Indian Fashion Week Just Happened and the Streets Stole the Show
- Wilson

- Mar 29
- 4 min read
Updated: Apr 20
Inside the tents at Lakme Fashion Week, the collections were ambitious and polished and professionally staged (Vogue India). Outside on the streets around the venue, the looks that people were actually wearing to show up and be seen were arguably more interesting Indian Handloom is Having Its Bigge. Indian fashion right now is existing at two speeds simultaneously and the conversation between those two speeds is what makes this a genuinely exciting moment to be paying attention to.
The runway pieces are getting bolder. Designers who used to play it safe with bridal-adjacent collections and traditional silhouettes updated for Instagram are now pushing into territory that feels genuinely experimental. There are references to Indian craft traditions that do not feel like nostalgia exercises. There is a comfort with colour and volume and drama that does not apologise for itself Metallic Sarees Just Took Over Indi. The collections this season had more risk in them than they have had in a while.
Indian Fashion Week Just in India
The street styling outside is its own phenomenon. The young attendees who are not there as journalists or buyers but as passionate observers and participants have figured out how to dress for exactly this context. It is Indian but not traditional. It is fashion-forward but not imitating a Western runway aesthetic Indian Streetwear is Having Its Big. There is an ease and a specificity to how a certain generation of Indian fashion people dress now that feels like a genuine local aesthetic emerging.
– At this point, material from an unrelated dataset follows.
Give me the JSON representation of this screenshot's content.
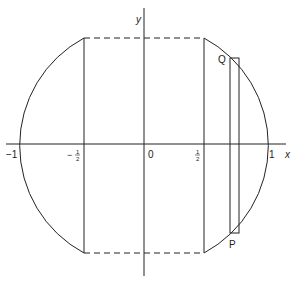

Handloom and craft textiles are having a particularly strong moment both on the runway and in everyday wear. The discourse around sustainable fashion has converged with genuine appreciation for Indian weaving traditions in a way that does not feel like a marketing exercise. When you see a designer using Maheshwari silk or Kalamkari prints in a contemporary silhouette and it sells out immediately, that is the market saying something real.
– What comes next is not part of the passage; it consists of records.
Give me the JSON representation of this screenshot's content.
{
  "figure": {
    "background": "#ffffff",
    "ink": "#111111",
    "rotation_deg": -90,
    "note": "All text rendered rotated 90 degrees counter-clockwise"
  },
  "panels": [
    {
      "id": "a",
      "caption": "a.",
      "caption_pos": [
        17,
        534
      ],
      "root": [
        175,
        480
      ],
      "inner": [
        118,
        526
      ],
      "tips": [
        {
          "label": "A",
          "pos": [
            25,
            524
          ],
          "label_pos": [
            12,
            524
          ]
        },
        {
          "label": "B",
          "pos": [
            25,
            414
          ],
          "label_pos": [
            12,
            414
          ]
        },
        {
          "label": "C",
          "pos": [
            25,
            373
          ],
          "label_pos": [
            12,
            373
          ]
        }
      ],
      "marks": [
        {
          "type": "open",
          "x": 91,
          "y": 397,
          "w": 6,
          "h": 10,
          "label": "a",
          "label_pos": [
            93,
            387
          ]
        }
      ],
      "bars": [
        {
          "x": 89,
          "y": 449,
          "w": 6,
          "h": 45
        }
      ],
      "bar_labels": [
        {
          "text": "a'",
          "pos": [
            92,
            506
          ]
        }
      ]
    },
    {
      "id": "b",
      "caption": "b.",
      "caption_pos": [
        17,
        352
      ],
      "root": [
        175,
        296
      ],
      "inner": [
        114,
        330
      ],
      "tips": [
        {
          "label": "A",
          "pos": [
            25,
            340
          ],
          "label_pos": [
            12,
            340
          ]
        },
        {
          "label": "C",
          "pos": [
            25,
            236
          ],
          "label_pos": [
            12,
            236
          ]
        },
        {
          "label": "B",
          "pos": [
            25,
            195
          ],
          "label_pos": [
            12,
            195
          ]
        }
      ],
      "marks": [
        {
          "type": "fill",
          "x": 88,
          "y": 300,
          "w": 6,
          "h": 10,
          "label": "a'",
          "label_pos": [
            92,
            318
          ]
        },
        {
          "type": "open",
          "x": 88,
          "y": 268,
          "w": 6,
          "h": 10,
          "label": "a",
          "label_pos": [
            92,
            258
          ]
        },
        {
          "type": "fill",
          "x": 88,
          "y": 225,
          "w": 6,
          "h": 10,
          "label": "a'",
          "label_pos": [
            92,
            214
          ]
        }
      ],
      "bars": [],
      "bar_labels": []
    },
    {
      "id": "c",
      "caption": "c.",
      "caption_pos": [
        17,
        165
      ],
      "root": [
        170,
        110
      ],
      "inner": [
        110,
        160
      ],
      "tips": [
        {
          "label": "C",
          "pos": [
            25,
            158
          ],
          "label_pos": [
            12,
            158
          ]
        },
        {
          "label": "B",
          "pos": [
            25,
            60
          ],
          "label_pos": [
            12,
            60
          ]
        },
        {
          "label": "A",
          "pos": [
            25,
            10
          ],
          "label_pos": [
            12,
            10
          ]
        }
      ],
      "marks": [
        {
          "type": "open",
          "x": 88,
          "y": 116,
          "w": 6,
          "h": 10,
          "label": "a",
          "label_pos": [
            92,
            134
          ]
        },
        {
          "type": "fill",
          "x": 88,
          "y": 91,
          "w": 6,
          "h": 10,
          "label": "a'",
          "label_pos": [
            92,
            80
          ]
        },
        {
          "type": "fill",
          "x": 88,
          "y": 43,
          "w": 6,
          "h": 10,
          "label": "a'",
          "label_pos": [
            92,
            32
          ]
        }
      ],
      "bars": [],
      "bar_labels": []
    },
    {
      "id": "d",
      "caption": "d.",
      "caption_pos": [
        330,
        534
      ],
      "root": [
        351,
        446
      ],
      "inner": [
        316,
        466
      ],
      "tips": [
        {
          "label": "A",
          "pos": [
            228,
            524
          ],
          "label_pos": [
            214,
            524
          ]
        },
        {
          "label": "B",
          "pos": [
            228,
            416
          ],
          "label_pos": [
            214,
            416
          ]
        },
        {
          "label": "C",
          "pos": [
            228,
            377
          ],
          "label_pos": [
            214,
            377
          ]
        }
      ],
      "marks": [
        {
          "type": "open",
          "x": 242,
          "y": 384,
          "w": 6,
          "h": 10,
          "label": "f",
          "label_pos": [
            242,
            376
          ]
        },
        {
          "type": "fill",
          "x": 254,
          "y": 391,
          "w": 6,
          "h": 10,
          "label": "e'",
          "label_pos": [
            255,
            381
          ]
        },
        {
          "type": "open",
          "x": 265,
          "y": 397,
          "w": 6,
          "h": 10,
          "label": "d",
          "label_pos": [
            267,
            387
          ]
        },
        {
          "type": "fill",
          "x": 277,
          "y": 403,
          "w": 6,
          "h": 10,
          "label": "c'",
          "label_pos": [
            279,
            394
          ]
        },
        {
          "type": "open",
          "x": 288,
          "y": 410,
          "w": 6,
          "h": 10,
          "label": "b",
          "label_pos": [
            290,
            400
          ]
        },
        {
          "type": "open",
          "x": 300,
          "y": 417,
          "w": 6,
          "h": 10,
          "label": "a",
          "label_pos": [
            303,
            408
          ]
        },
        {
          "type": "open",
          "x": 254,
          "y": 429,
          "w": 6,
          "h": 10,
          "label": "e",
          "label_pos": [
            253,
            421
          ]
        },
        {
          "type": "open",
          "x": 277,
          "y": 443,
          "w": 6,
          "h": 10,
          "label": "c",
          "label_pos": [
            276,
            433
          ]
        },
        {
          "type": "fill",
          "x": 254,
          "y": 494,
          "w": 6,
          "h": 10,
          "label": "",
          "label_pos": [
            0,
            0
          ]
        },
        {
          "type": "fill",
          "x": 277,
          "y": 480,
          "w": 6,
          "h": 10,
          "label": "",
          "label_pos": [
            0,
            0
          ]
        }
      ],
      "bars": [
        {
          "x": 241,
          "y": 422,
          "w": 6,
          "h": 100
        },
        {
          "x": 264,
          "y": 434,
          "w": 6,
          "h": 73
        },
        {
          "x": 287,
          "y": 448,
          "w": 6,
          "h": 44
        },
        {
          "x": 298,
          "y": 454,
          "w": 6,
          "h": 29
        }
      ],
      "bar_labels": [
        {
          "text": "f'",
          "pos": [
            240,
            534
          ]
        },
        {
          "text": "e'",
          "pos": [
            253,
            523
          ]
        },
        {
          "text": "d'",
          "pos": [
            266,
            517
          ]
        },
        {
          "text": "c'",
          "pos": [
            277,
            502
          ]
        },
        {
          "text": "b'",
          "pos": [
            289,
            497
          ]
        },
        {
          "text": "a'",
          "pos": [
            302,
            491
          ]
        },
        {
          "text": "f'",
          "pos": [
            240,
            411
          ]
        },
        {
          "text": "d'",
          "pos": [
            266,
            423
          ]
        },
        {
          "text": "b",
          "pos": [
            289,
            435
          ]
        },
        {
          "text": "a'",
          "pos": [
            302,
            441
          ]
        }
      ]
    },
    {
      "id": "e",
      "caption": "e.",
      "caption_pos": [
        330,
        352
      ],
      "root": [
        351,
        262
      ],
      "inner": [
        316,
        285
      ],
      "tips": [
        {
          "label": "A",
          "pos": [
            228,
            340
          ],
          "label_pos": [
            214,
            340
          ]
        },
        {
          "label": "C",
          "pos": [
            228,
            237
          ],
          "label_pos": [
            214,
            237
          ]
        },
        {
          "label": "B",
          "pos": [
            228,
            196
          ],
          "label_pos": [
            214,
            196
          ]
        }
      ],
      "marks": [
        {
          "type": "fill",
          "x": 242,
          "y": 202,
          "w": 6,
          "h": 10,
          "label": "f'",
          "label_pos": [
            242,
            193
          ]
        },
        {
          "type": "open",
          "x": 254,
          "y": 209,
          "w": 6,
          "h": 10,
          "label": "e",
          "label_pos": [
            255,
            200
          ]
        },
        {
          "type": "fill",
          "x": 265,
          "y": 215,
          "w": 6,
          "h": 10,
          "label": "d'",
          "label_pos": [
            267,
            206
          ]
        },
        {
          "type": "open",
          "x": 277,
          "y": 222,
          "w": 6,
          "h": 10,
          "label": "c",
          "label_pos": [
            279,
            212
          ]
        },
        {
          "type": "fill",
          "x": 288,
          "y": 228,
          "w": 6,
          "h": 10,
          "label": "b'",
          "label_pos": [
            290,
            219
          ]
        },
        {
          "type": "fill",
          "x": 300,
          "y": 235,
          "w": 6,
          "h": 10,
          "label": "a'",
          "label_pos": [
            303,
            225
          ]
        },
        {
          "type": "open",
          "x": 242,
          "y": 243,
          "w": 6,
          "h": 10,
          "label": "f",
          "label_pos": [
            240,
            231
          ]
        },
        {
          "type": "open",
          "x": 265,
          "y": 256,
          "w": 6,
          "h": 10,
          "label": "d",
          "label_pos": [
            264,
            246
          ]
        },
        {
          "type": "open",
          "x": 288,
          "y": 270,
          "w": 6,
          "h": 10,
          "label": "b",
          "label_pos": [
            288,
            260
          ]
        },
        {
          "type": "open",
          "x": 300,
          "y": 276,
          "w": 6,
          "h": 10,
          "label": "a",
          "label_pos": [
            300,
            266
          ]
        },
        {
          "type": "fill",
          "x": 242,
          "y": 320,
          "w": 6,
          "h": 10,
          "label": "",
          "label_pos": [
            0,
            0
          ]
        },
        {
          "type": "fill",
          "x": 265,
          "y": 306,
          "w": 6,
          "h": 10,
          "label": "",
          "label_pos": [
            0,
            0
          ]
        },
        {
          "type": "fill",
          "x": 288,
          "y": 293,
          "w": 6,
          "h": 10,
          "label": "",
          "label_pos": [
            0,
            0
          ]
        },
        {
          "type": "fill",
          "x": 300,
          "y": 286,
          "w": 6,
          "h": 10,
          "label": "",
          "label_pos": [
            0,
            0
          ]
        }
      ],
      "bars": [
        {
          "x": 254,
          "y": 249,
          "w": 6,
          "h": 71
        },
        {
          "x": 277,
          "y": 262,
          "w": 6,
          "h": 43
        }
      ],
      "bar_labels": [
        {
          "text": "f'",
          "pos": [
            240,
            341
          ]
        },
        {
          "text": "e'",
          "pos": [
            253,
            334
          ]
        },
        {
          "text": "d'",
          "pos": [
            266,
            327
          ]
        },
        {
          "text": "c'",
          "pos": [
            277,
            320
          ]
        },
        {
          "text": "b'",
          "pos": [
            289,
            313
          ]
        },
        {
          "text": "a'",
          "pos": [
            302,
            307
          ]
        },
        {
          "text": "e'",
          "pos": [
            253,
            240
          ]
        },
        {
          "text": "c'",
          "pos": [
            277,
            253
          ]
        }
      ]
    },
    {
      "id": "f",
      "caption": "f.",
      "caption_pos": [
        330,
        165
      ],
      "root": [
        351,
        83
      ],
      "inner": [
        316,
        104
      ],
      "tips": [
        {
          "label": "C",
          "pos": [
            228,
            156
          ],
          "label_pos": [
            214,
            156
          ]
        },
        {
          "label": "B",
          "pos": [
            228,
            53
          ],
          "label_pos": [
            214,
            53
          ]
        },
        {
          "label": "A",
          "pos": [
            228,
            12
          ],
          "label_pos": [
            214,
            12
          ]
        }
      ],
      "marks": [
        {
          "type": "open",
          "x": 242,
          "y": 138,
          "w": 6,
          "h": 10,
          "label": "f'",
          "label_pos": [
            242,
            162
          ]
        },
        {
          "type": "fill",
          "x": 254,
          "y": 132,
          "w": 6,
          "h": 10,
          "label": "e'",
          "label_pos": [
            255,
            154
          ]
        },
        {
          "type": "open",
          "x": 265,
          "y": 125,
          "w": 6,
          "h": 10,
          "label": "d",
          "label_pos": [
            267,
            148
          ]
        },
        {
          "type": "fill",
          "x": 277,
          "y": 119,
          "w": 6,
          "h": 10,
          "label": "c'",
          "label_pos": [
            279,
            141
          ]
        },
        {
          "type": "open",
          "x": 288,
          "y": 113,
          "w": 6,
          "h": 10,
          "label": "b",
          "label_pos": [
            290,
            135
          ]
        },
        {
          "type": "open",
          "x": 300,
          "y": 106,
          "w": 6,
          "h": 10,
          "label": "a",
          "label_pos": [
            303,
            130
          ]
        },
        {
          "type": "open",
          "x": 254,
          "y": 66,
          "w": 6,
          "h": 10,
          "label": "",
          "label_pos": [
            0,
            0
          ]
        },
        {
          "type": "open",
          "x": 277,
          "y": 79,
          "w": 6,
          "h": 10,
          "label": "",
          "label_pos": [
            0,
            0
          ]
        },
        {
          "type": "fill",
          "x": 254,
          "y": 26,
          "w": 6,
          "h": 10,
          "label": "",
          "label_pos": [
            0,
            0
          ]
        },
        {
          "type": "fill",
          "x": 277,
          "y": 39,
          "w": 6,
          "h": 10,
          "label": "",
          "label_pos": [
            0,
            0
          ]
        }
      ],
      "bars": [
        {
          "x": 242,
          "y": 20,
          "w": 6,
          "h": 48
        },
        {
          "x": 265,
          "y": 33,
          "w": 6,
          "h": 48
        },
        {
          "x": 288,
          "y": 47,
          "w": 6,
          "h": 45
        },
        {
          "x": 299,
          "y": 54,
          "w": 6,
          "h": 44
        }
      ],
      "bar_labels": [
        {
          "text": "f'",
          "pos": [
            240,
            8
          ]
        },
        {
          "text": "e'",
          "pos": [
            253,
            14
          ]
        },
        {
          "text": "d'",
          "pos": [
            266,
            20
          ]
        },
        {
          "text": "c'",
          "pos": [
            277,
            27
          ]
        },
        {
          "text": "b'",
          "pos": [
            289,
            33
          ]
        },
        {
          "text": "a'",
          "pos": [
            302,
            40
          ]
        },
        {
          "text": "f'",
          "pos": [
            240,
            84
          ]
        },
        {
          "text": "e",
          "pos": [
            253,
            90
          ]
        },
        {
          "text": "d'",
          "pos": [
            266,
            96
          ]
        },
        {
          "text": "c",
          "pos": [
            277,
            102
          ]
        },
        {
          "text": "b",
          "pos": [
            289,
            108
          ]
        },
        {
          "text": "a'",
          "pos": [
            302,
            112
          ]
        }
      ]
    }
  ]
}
Why This Matters for Desi Culture
Menswear is where some of the most interesting shifts are happening. Indian men are dressing with more intention and more confidence than they were five years ago. The athleisure phase is not over but it is being balanced by a return to tailoring, an interest in Indian cuts and collars, and a willingness to wear colour in ways that were previously coded as too much. The menswear presentations were stronger than they have been in several years.
Social media has completely changed the relationship between the runway and the consumer. A collection that would have taken months to filter down through retail channels now reaches its potential customer in real time through show coverage, creator content, and brand social media. The feedback loop is immediate. Designers know within 48 hours which pieces have connected and which have not. That acceleration changes how they design and how they think about the show itself.
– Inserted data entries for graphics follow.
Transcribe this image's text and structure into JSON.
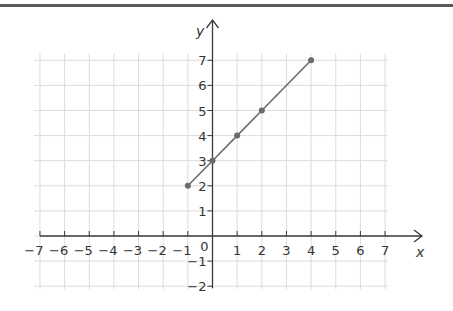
{
  "chart_data": {
    "type": "line",
    "title": "",
    "xlabel": "x",
    "ylabel": "y",
    "xlim": [
      -7,
      7
    ],
    "ylim": [
      -2,
      7
    ],
    "grid": true,
    "x_ticks": [
      -7,
      -6,
      -5,
      -4,
      -3,
      -2,
      -1,
      0,
      1,
      2,
      3,
      4,
      5,
      6,
      7
    ],
    "y_ticks": [
      -2,
      -1,
      1,
      2,
      3,
      4,
      5,
      6,
      7
    ],
    "x_tick_labels": [
      "−7",
      "−6",
      "−5",
      "−4",
      "−3",
      "−2",
      "−1",
      "1",
      "2",
      "3",
      "4",
      "5",
      "6",
      "7"
    ],
    "y_tick_labels": [
      "−2",
      "−1",
      "1",
      "2",
      "3",
      "4",
      "5",
      "6",
      "7"
    ],
    "origin_label": "0",
    "series": [
      {
        "name": "line",
        "x": [
          -1,
          0,
          1,
          2,
          4
        ],
        "y": [
          2,
          3,
          4,
          5,
          7
        ],
        "markers": true,
        "color": "#6b6b6b"
      }
    ],
    "equation_implied": "y = x + 3"
  },
  "colors": {
    "grid": "#dcdcdc",
    "axis": "#3a3a3a",
    "series": "#6b6b6b",
    "top_rule": "#5a5a5a"
  }
}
Indian fashion in 2026 is not trying to define a single national aesthetic because that has never been the point. The diversity of what Indian fashion looks like, from a Kerala textile brand showing in Chennai to a Delhi-based streetwear label making pieces for an international market, is the point. Fashion Week is one moment in a much longer conversation. But this edition left the feeling that the conversation is going somewhere genuinely new. Hot take or valid? Tell us in the comments.
The sustainability conversation is finally getting real traction at fashion week level rather than just in think-pieces. Designers are having to answer sourcing questions in press interactions in a way that would have been optional five years ago. Handloom provenance, natural dye processes, artisan credit. The audience asking these questions is young and it has purchasing power. The brands that have built genuine sustainability into their supply chains rather than just their marketing are finding it converts to actual brand loyalty among consumers who check.
The styling community that exists around Indian fashion week deserves more credit than it gets. Personal stylists, fashion bloggers, and image consultants who work in Indian markets have developed a visual language for Indian formal and festive wear that is genuinely sophisticated and deeply research-led. The references they draw on span six hundred years of textile tradition across twelve major craft traditions. That depth of knowledge translated into a street style aesthetic is what makes the outside of Indian fashion week more interesting than most global equivalents.
Where Indian fashion goes in the next five years depends on whether the market develops the infrastructure to support multiple tiers of serious design. Right now the viable path for most designers is either mass market or extreme luxury with very little middle ground. That missing middle is where the most interesting design work tends to happen in mature fashion markets. Building it requires retail environments, consumer education, and media coverage that treats Indian fashion as seriously as it treats everything else. The raw creative talent is already here. The ecosystem around it is still catching up. Which Indian designer's work are you most excited about right now?